Thursday, October 17, 2013

"Rigor" is the Word!

This Advocate article is just another in a long list of propaganda pieces designed to continue the process of ramming though the Common Core in our state public schools.  In the first line of the article, Will Sentell continues to frame the argument about Common Core as a struggle by the "good guys" who want more "rigor" in our schools against the "bad guys" who are supposedly backwards people who want to keep "dumbed down" standards. I would refer my readers again to the letter below written by a parent of an autistic child who knows absolutely from her own experience that you cannot succeed with a one size fits all system of education. Her child will be just going through the motions along with thousands of other children for whom the Common Core is not appropriate!

Lottie Beebe is correct when she explains that just letting all the local school systems design their own curriculum to satisfy the Common Core standards will not solve the problem. The point is that each school and each teacher will be judged by how all students do on the Common Core tests. They will be forced to neglect children who do not fit the new system.The students neglected will include most special education children and most voc-tech oriented students who should be prepared for great careers instead of trying to make them ready for our 4 year colleges. That's more than half the students enrolled in our public schools. We have already tried that experiment with our students by pushing most of them into the Core 4 diploma, and it did not work. We now have fewer students completing 4 year colleges than 10 years ago when we tried more "rigor for all". What the proponents of Common Core want us to believe is that there is only "rigor" and therefore only true value is a pure college prep curriculum for all our students. This is the opposite of the system used in Finland and many other countries that are considered leaders in education. This will be a disaster for our public schools and thousands of our students.

We are already hearing that the huge boost in construction and technology industries in Louisiana is going to demand new workers that are trained in the tech fields, not in the traditional batchlors' degree fields. The same is true of the growth in the health care industry which requires mostly 2 year Associate grads for most jobs as our population ages. It is not true that Common Core also prepares students for those jobs. We are already hearing reports that some of the new construction projects in Louisiana will be bringing in expert welders from Taiwan because we do not have enough trained workers in our state. Our high school grads will be relegated to serving fast food to the many imported high tech workers coming to our state because we insisted in preparing our students for the wrong careers! Whom do you think will be blamed when it becomes clear that our students got a bad deal? Not the reformers. Just the implementers.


» **Work to be completed**
Output the line containing "Describe the element at coordinates (160, 331)", then every remaining line of the entries below, exactly as written and with no other text.

» **Input**
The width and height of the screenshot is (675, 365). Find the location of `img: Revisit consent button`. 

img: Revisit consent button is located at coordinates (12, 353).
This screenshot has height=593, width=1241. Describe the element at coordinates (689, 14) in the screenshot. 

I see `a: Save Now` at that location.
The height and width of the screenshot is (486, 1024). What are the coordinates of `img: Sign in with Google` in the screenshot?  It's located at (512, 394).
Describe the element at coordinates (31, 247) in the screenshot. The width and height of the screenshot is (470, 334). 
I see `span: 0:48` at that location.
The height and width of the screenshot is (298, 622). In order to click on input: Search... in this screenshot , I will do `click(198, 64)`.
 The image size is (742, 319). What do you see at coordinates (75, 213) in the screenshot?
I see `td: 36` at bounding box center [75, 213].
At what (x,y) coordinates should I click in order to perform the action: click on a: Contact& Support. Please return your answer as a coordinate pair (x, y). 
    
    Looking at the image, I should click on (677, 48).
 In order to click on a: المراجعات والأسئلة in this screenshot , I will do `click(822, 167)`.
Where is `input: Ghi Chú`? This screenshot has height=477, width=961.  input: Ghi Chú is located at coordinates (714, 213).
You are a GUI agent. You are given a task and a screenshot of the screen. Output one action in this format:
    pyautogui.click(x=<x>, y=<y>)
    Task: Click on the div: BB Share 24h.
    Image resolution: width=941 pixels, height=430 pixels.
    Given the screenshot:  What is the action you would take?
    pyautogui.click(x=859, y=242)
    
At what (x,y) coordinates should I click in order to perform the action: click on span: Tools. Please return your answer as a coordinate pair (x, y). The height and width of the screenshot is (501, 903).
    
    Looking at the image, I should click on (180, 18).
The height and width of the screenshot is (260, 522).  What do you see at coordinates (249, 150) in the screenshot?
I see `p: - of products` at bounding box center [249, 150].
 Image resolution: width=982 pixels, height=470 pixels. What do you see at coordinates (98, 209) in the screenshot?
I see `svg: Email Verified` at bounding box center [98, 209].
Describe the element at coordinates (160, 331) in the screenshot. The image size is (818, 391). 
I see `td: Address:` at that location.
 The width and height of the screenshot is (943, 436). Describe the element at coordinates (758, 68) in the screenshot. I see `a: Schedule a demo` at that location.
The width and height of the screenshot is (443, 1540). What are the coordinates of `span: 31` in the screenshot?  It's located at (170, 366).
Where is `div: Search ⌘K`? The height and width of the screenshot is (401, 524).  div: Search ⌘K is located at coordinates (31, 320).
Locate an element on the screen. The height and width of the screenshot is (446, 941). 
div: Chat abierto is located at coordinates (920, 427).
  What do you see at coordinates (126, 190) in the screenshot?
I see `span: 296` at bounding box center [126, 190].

» **Solution to the exercise**
Describe the element at coordinates (160, 331) in the screenshot. The image size is (818, 391). 
I see `td: Address:` at that location.
 The width and height of the screenshot is (943, 436). Describe the element at coordinates (758, 68) in the screenshot. I see `a: Schedule a demo` at that location.
The width and height of the screenshot is (443, 1540). What are the coordinates of `span: 31` in the screenshot?  It's located at (170, 366).
Where is `div: Search ⌘K`? The height and width of the screenshot is (401, 524).  div: Search ⌘K is located at coordinates (31, 320).
Locate an element on the screen. The height and width of the screenshot is (446, 941). 
div: Chat abierto is located at coordinates (920, 427).
  What do you see at coordinates (126, 190) in the screenshot?
I see `span: 296` at bounding box center [126, 190].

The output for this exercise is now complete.